Purgato et al. are quite clear in how they see the application of a precision psychology paradigm - predicting which ingredients of MHPSS interventions work and how, looking at individual variability to predict who stands to gain from interventions, using the social determinants framework to paint a picture of individual circumstances for effectiveness, and head-to-head comparisons of MHPSS interventions with long follow-up to determine outcomes. They also state that adopting a common set of individual measures which can be examined as moderators of response will enable ‘share and compare’ between clinical trials, given that now we have the statistical techniques. These points can serve for further unfolding of the global mental health field, and I would have liked to see more elaboration on them in the article in place of the belaboured first two parts. But the individual level consideration in low- and middle-income contexts, clinically and academically, should certainly be the next big target in research and implementation.

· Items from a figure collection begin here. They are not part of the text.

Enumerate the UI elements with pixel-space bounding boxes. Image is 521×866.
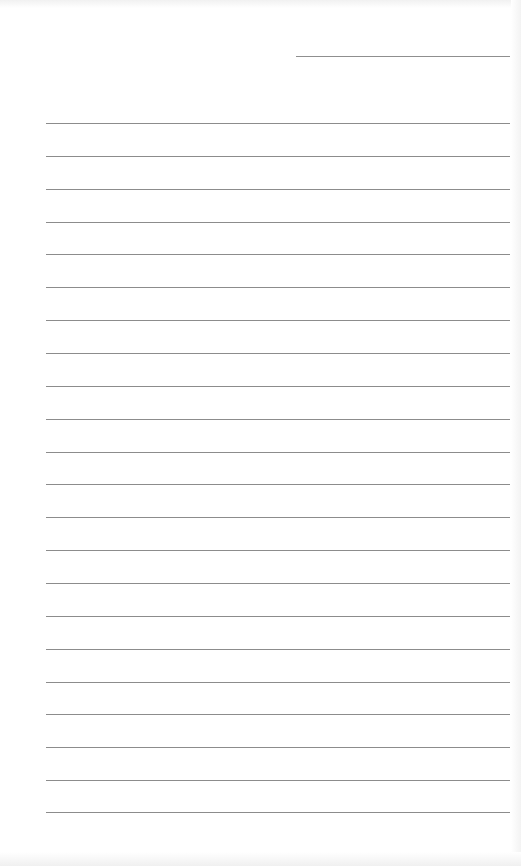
ruled-line [46,189,510,190]
top-edge-shadow [0,0,521,8]
ruled-line [46,287,510,288]
ruled-line [46,812,510,813]
bottom-edge-shadow [0,852,521,866]
ruled-line [46,583,510,584]
header-name-line [296,56,510,57]
ruled-line [46,616,510,617]
ruled-line [46,747,510,748]
ruled-line [46,222,510,223]
ruled-line [46,517,510,518]
ruled-line [46,780,510,781]
ruled-line [46,320,510,321]
ruled-line [46,419,510,420]
right-edge-shadow [511,0,521,866]
ruled-line [46,550,510,551]
ruled-line [46,452,510,453]
ruled-line [46,123,510,124]
ruled-line [46,714,510,715]
ruled-line [46,649,510,650]
ruled-line [46,484,510,485]
ruled-line [46,254,510,255]
lined-paper-page [0,0,521,866]
ruled-line [46,386,510,387]
ruled-line [46,682,510,683]
ruled-line [46,353,510,354]
ruled-line [46,156,510,157]
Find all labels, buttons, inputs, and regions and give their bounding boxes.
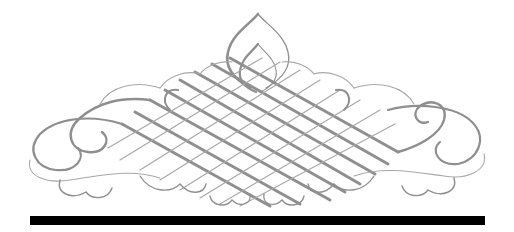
lattice-thin-strokes xyxy=(108,58,395,206)
horizontal-black-rule xyxy=(30,216,485,225)
dome-finial xyxy=(227,14,289,92)
calligraphic-flourish-ornament xyxy=(0,0,514,210)
lattice-thick-strokes xyxy=(122,58,398,206)
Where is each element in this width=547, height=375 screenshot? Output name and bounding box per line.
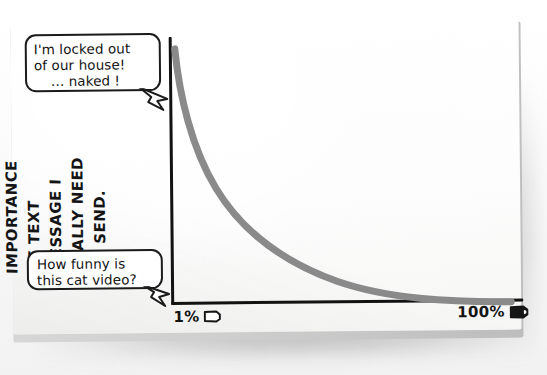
speech-bubble-top-line-1: I'm locked out	[34, 40, 153, 57]
card-content: I'm locked out of our house! ... naked !…	[11, 19, 522, 335]
speech-bubble-top-tail	[137, 85, 173, 113]
x-tick-max-label: 100%	[457, 303, 505, 321]
x-tick-max: 100%	[457, 302, 531, 321]
battery-empty-icon	[203, 309, 223, 323]
y-axis-label-line-5: TO SEND.	[87, 58, 111, 274]
y-axis-label: IMPORTANCE OF TEXT MESSAGE I REALLY NEED…	[6, 58, 104, 274]
battery-full-icon	[509, 304, 531, 319]
cartoon-chart-photo: I'm locked out of our house! ... naked !…	[0, 0, 547, 375]
y-axis-label-line-1: IMPORTANCE	[0, 58, 23, 274]
importance-decay-curve	[169, 34, 524, 305]
speech-bubble-bottom-line-2: this cat video?	[37, 271, 155, 288]
y-axis-label-line-3: MESSAGE I	[43, 58, 67, 274]
y-axis-label-line-2: OF TEXT	[21, 58, 45, 274]
x-tick-min: 1%	[173, 307, 223, 325]
x-tick-min-label: 1%	[173, 308, 199, 326]
plot-area	[169, 34, 524, 305]
y-axis-label-line-4: REALLY NEED	[65, 58, 89, 274]
speech-bubble-bottom-line-1: How funny is	[37, 255, 155, 272]
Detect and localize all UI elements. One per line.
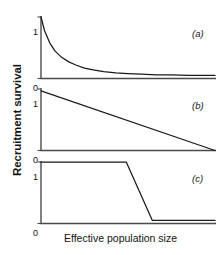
panel-c: 1 0 (c): [0, 159, 223, 229]
panel-a-ytick-top: 1: [26, 28, 38, 37]
panel-c-ytick-top: 1: [26, 173, 38, 182]
panel-c-data-curve: [41, 162, 215, 220]
figure-recruitment-survival: Recruitment survival 1 0 (a) 1 0 (b): [0, 0, 223, 255]
panel-c-label: (c): [192, 173, 203, 184]
x-axis-label: Effective population size: [0, 232, 223, 244]
panel-a-data-curve: [41, 17, 215, 75]
panel-a: 1 0 (a): [0, 14, 223, 84]
panel-c-plot: [0, 159, 223, 231]
panel-b-ytick-top: 1: [26, 100, 38, 109]
panel-b-plot: [0, 86, 223, 158]
panel-b-data-curve: [41, 91, 215, 151]
panel-a-plot: [0, 14, 223, 86]
panel-a-label: (a): [192, 28, 204, 39]
panel-b-label: (b): [192, 100, 204, 111]
panel-b: 1 0 (b): [0, 86, 223, 156]
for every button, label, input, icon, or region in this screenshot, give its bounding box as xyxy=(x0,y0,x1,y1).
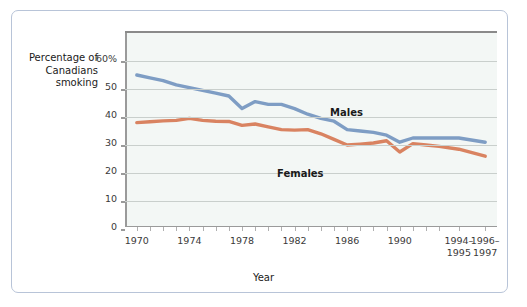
y-tick-label: 30 xyxy=(81,137,117,148)
x-tick-mark xyxy=(459,227,460,231)
x-tick-label: 1970 xyxy=(114,235,160,247)
gridline xyxy=(125,145,497,146)
x-tick-mark xyxy=(163,227,164,231)
y-tick-mark xyxy=(121,61,125,63)
x-tick-mark xyxy=(360,227,361,231)
x-tick-mark xyxy=(373,227,374,231)
x-tick-mark xyxy=(387,227,388,231)
x-axis-label: Year xyxy=(0,272,527,283)
y-axis-line xyxy=(125,33,127,227)
y-tick-label: 0 xyxy=(81,221,117,232)
plot-inner: Males Females xyxy=(125,33,497,227)
x-tick-label: 1996– 1997 xyxy=(462,235,508,258)
x-tick-mark xyxy=(295,227,296,231)
x-tick-label: 1986 xyxy=(324,235,370,247)
x-tick-mark xyxy=(229,227,230,231)
y-tick-mark xyxy=(121,145,125,147)
x-tick-label: 1982 xyxy=(272,235,318,247)
y-tick-label: 60% xyxy=(81,53,117,64)
males-label: Males xyxy=(330,107,363,118)
gridline xyxy=(125,117,497,118)
gridline xyxy=(125,201,497,202)
x-tick-mark xyxy=(426,227,427,231)
x-tick-label: 1974 xyxy=(166,235,212,247)
chart-figure: Percentage of Canadians smoking Males Fe… xyxy=(0,0,527,307)
series-lines xyxy=(125,33,497,229)
x-tick-mark xyxy=(150,227,151,231)
y-tick-label: 50 xyxy=(81,81,117,92)
x-tick-mark xyxy=(485,227,486,231)
x-tick-mark xyxy=(439,227,440,231)
x-tick-mark xyxy=(242,227,243,231)
x-tick-mark xyxy=(413,227,414,231)
x-tick-mark xyxy=(334,227,335,231)
y-tick-label: 10 xyxy=(81,193,117,204)
y-tick-mark xyxy=(121,117,125,119)
y-tick-mark xyxy=(121,201,125,203)
y-tick-label: 40 xyxy=(81,109,117,120)
x-tick-mark xyxy=(255,227,256,231)
y-tick-label: 20 xyxy=(81,165,117,176)
gridline xyxy=(125,61,497,62)
x-tick-mark xyxy=(321,227,322,231)
x-tick-label: 1990 xyxy=(377,235,423,247)
x-tick-mark xyxy=(308,227,309,231)
x-tick-mark xyxy=(203,227,204,231)
gridline xyxy=(125,89,497,90)
x-tick-mark xyxy=(216,227,217,231)
x-tick-mark xyxy=(281,227,282,231)
x-tick-label: 1978 xyxy=(219,235,265,247)
x-axis-line xyxy=(125,226,497,228)
x-tick-mark xyxy=(347,227,348,231)
y-tick-mark xyxy=(121,89,125,91)
y-tick-mark xyxy=(121,229,125,231)
y-tick-mark xyxy=(121,173,125,175)
x-tick-mark xyxy=(400,227,401,231)
plot-area: Males Females xyxy=(125,31,497,227)
x-tick-mark xyxy=(137,227,138,231)
x-tick-mark xyxy=(189,227,190,231)
x-tick-mark xyxy=(268,227,269,231)
females-label: Females xyxy=(277,168,324,179)
x-tick-mark xyxy=(176,227,177,231)
y-axis-label-line-2: Canadians xyxy=(18,65,98,78)
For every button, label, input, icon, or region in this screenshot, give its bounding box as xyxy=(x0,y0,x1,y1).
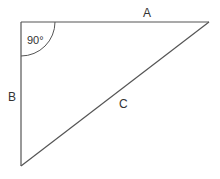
side-b-label: B xyxy=(8,90,16,104)
side-a-label: A xyxy=(143,6,151,20)
side-c-label: C xyxy=(119,97,128,111)
side-c-hypotenuse-line xyxy=(21,22,209,166)
right-triangle-diagram: 90° A B C xyxy=(0,0,220,179)
angle-label: 90° xyxy=(27,34,44,46)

Perhaps this is too ambitious for a field that still faces an uphill battle to make mental health interventions as accessible as clean drinking water (in itself a struggle for 1 in every 3 people around the globe). But as global mental health grows as a field, its improvements should be built in all the time.
Psychotropic medicine consumption in 65 countries and regions, 2008–19: a longitudinal study - This very interesting study in The Lancet looks at the dynamics of use of psychiatric medication in 65 countries between 2008 and 2019, using a sales and consumption database. Use is stratified for country income and for class of drug, indicating also percentage changes, and there are findings that while the doses of antidepressants relative to the inhabitants have increased overall during the period, the use of tranquilizers and sedatives has decreased. The trends, however, vary between the country clusters. There are too many variables to consider when interpreting the changes - consistent supply of medication, availability of professionals who can prescribe the often restricted products, market pressures due to companies exiting and entering countries and so on. The graphs mapping use of psychotropic medication to life expectancy, income and prevalence of mental disorders are worth examining closely, and the multitude of observations regarding specific countries in the article gives rise to a number of questions and speculations. Why is Portugal such an outlier both in terms or prevalence of mental disorders and consumption of psychotropic medication? Why did Finland, France, Luxembourg and Norway decrease their overall consumption during the period? Why does Greece have the highest rate of antipsychotics use out of the countries studied? The article does provide some of this speculation, but we will probably have to wait for more detailed suggestions to emerge from this study. And do remember to read the declaration of interests in addition to the article text.
*Cover image courtesy of Pexels.
The Language Corner
This Language Corner is getting ready to celebrate the holidays! Whatever calendar you keep, all throughout the world note in some way the coming 2022, so learn here how to greet your friends and colleagues from various countries!